How to start a shell script in one minute later in linux? - bash

How to start a shell script in one minute later?
Suppose there are two bash files a.sh and b.sh
I want to execute b.sh one minute(or several seconds) after a.sh executed.
what should I code in a.sh ?

Simple. you want to use 'at' to schedule your job. and 'date' to calculate your moment in the future.
Example:
echo b.sh | at now + 1 minute
or:
echo b.sh | at -t `date -v+60S "+%Y%m%d%H%M%S"`
-v+60S adds 60 seconds to current time. You can control exactly how many seconds you want to add.
But usually, when people wants one program to launch a minute after the other, they are not 100% sure it will not take more or less than a minute. that's it. b.sh could be launched before a.sh is finished. or a.sh could have finished 30 seconds earlier than "planned" and b.sh could have started faster.
I would recommend a different model. Where b.sh is launched first.
a.sh creates a temp file when it starts. execute is tasks and delete its temp file at the end.
b.sh watch for the temp file to be created, then deleted. and start its tasks.

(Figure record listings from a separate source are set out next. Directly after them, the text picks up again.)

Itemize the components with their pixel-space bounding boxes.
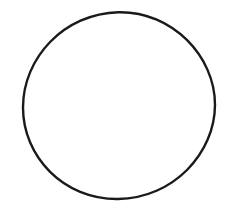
figure-svg	[0, 0, 232, 212]
canvas-background	[0, 0, 232, 212]
drawing-canvas	[0, 0, 232, 212]
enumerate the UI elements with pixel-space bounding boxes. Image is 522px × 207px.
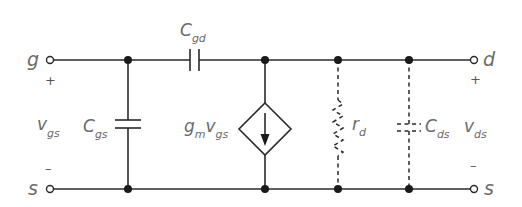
cgd-label: Cgd — [180, 20, 207, 45]
cgd-capacitor — [190, 49, 199, 71]
vds-plus-sign: + — [470, 72, 481, 87]
current-source-label: gmvgs — [184, 116, 229, 141]
vds-label: vds — [464, 116, 487, 141]
junction-nodes — [124, 56, 413, 193]
vgs-minus-sign: – — [45, 161, 52, 176]
cds-capacitor — [397, 60, 421, 189]
vgs-label: vgs — [37, 114, 60, 140]
rd-resistor — [333, 60, 343, 189]
source-terminal-right — [471, 186, 478, 193]
drain-label: d — [483, 48, 496, 70]
source-terminal-left — [47, 186, 54, 193]
source-label-left: s — [28, 177, 38, 199]
circuit-diagram: Cgd Cgs gmvgs rd Cds — [0, 0, 522, 207]
source-label-right: s — [484, 177, 494, 199]
drain-terminal — [471, 57, 478, 64]
vds-minus-sign: – — [470, 158, 477, 173]
gate-terminal — [47, 57, 54, 64]
cgs-label: Cgs — [83, 116, 108, 141]
vgs-plus-sign: + — [45, 73, 56, 88]
arrow-down-icon — [261, 113, 270, 146]
rd-label: rd — [352, 114, 367, 139]
cds-label: Cds — [425, 116, 450, 141]
dependent-current-source — [239, 60, 291, 189]
cgs-capacitor — [115, 60, 141, 189]
gate-label: g — [27, 48, 39, 70]
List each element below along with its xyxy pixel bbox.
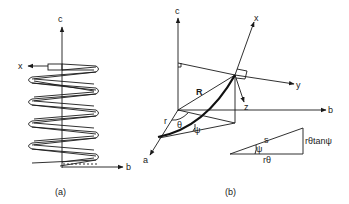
label-psi: ψ — [194, 125, 200, 135]
label-c-a: c — [58, 14, 63, 24]
label-r-theta: rθ — [263, 155, 271, 165]
label-theta: θ — [177, 120, 182, 130]
label-triangle-psi: ψ — [256, 144, 262, 154]
label-b-a: b — [126, 162, 131, 172]
caption-b: (b) — [225, 187, 236, 197]
label-b-b: b — [328, 105, 333, 115]
right-angle-marker-p — [236, 69, 247, 79]
helical-coil — [29, 64, 99, 163]
panel-b: c x y z b a R r θ ψ s ψ rθ rθtanψ (b) — [143, 6, 333, 197]
label-r-theta-tan-psi: rθtanψ — [305, 136, 332, 146]
label-x-b: x — [254, 13, 259, 23]
projection-line-top — [178, 63, 235, 75]
label-s: s — [264, 135, 269, 145]
label-y-b: y — [296, 80, 301, 90]
label-a-b: a — [143, 155, 148, 165]
label-x-a: x — [18, 61, 23, 71]
y-axis-b — [235, 75, 294, 84]
label-r: r — [164, 116, 167, 126]
caption-a: (a) — [55, 187, 66, 197]
panel-a: c x b (a) — [18, 14, 131, 197]
radius-R-line — [178, 75, 235, 110]
label-R: R — [196, 87, 203, 97]
label-z-b: z — [244, 102, 249, 112]
x-axis-b — [235, 22, 254, 75]
figure-canvas: c x b (a) c — [0, 0, 349, 204]
coil-end-tab — [48, 64, 62, 70]
label-c-b: c — [175, 6, 180, 16]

Make the final line of a.sh:
sleep 60 && b.sh
(If b.sh is not in a directory in PATH, make that a full path to b.sh.)

You can just sleep:
a.sh
sleep 60
b.sh
Or for more complicated cases you can use the at command:
echo b.sh | at now + 1 minute
See the at man page for more information.

Use the at command.
See man at for how to use it.

You could use the command to sleep your script for 1 minute.
sleep 1m
Then when you wish to call the 2nd script
bash a.sh

If you want to execute the second script some number of seconds after the start of the first script, you can do this in the first:
b.sh &
and this in the second:
sleep 10
# more commands
You could pass the number of seconds as an argument from the first to the second.
Unfortunately, at doesn't do time increments finer than one minute.

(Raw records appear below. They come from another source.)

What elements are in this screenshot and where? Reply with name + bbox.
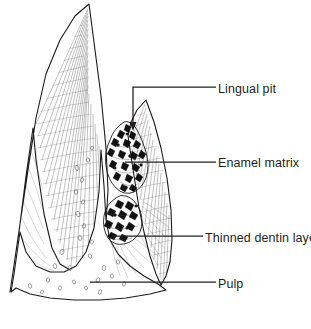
lingual-enamel-cusp — [128, 100, 172, 285]
tooth-diagram-svg: Lingual pit Enamel matrix Thinned dentin… — [0, 0, 311, 329]
carious-lesion-lower — [104, 195, 143, 244]
labels: Lingual pit Enamel matrix Thinned dentin… — [205, 82, 311, 291]
tooth-histology-figure: Lingual pit Enamel matrix Thinned dentin… — [0, 0, 311, 329]
label-pulp: Pulp — [218, 277, 243, 291]
label-enamel-matrix: Enamel matrix — [218, 156, 300, 170]
label-lingual-pit: Lingual pit — [218, 82, 277, 96]
label-thinned-dentin-layer: Thinned dentin layer — [205, 231, 311, 245]
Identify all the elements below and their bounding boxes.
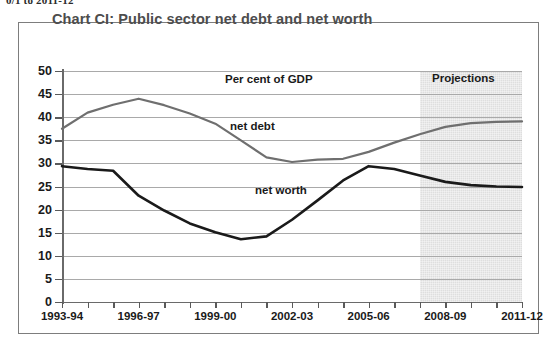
x-axis-tick [190,302,191,308]
gridline [62,94,522,95]
x-axis-tick-label: 1993-94 [41,310,83,322]
y-axis-tick-label: 15 [22,226,52,240]
y-axis-tick-label: 30 [22,156,52,170]
y-axis-tick-label: 35 [22,133,52,147]
y-axis-tick [55,163,62,164]
x-axis-tick-label: 2005-06 [348,310,390,322]
x-axis-tick [369,302,370,308]
x-axis-tick [215,302,216,308]
projections-annotation: Projections [432,72,495,84]
y-axis-tick-label: 25 [22,180,52,194]
x-axis-tick [471,302,472,308]
y-axis-tick-label: 40 [22,110,52,124]
x-axis-tick [139,302,140,308]
y-axis-tick [55,117,62,118]
x-axis-tick [164,302,165,308]
gridline [62,279,522,280]
y-axis-tick-label: 0 [22,295,52,309]
y-axis-tick [55,94,62,95]
y-axis-tick-label: 20 [22,203,52,217]
x-axis-tick [292,302,293,308]
x-axis-tick [241,302,242,308]
y-axis-tick [55,302,62,303]
x-axis-tick [496,302,497,308]
y-axis-line [62,69,64,304]
x-axis-tick [394,302,395,308]
series-label-net-debt: net debt [230,120,275,132]
y-axis-tick [55,279,62,280]
y-axis-tick-label: 45 [22,87,52,101]
x-axis-tick-label: 1996-97 [118,310,160,322]
x-axis-tick-label: 2002-03 [271,310,313,322]
y-axis-tick-label: 50 [22,64,52,78]
y-axis-tick-label: 10 [22,249,52,263]
y-axis-tick [55,233,62,234]
x-axis-tick-label: 2011-12 [501,310,543,322]
x-axis-tick [266,302,267,308]
gridline [62,163,522,164]
x-axis-tick [62,302,63,308]
y-axis-tick [55,210,62,211]
x-axis-tick [343,302,344,308]
chart-title: Chart CI: Public sector net debt and net… [52,11,372,27]
gridline [62,140,522,141]
x-axis-tick [318,302,319,308]
units-annotation: Per cent of GDP [225,73,313,85]
y-axis-tick [55,256,62,257]
gridline [62,117,522,118]
y-axis-tick [55,187,62,188]
x-axis-tick [88,302,89,308]
x-axis-tick [113,302,114,308]
y-axis-tick [55,71,62,72]
gridline [62,210,522,211]
y-axis-tick-label: 5 [22,272,52,286]
y-axis-labels: 05101520253035404550 [18,0,52,359]
x-axis-tick [522,302,523,308]
x-axis-tick-label: 2008-09 [424,310,466,322]
y-axis-tick [55,140,62,141]
series-label-net-worth: net worth [255,184,307,196]
x-axis-tick [445,302,446,308]
gridline [62,233,522,234]
gridline [62,256,522,257]
x-axis-tick [420,302,421,308]
x-axis-tick-label: 1999-00 [194,310,236,322]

Schedule both the scripts to run at the same time in cron and put the required delay in b.sh.

Related

How to run multiple instances of command-line tool in bash script? + user input for script

I am trying to launch multiple instances of imagesnap simultaneously from a single bash script on a Mac. Also, it would be great to give (some of) the arguments by user input when running the script.
I have 4 webcams connected, and want to take series of images from each camera with a given interval. Being an absolute beginner with bash scripts, I don't know where to start searching. I have tested that 4 instances of imagesnap works nicely when running them manually from Terminal, but that's about it.
To summarise I'm looking to make a bash script that:
run multiple instances of imagesnap.
has user input for some of the arguments for imagesnap.
ideally start all the imagesnap instances at (almost) the same time.
--EDIT--
After thinking about this I have a vague idea of how this script could be organised using the ability to take interval images with imagesnap -t x.xx:
Run multiple scripts from within the main script
or
Use subshells to run multiple instances of imagesnap
Start each sub script or subshell in parallel if possible.
Since each instance of imagesnap will run until terminated it would be great if they could all be stopped with a single command
the following quick hack (saved as run-periodically.sh) might do the right thing:
#!/bin/bash
interval=5
start=$(date +%s)
while true; do
# run jobs in the background
for i in 1 2 3 4; do
"$#" &
done
# wait for all background jobs to finish
wait
# figure out how long we have to sleep
end=$(date +%s)
delta=$((start + interval - end))
# if it's positive sleep for this amount of time
if [ $delta -gt 0 ]; then
sleep $delta || exit
fi
start=$((start + interval))
done
if you put this script somewhere appropriate and make it executable, you can run it like:
run-periodically.sh imagesnap arg1 arg2
but while testing, I ran with:
sh run-periodically.sh sh -c "date; sleep 2"
which will cause four copies of "start a shell that displays the date then waits a couple of seconds" to be run in parallel every interval seconds. if you want to run different things in the different jobs, then you might want to put them into this script explicitly or maybe another script which this one calls…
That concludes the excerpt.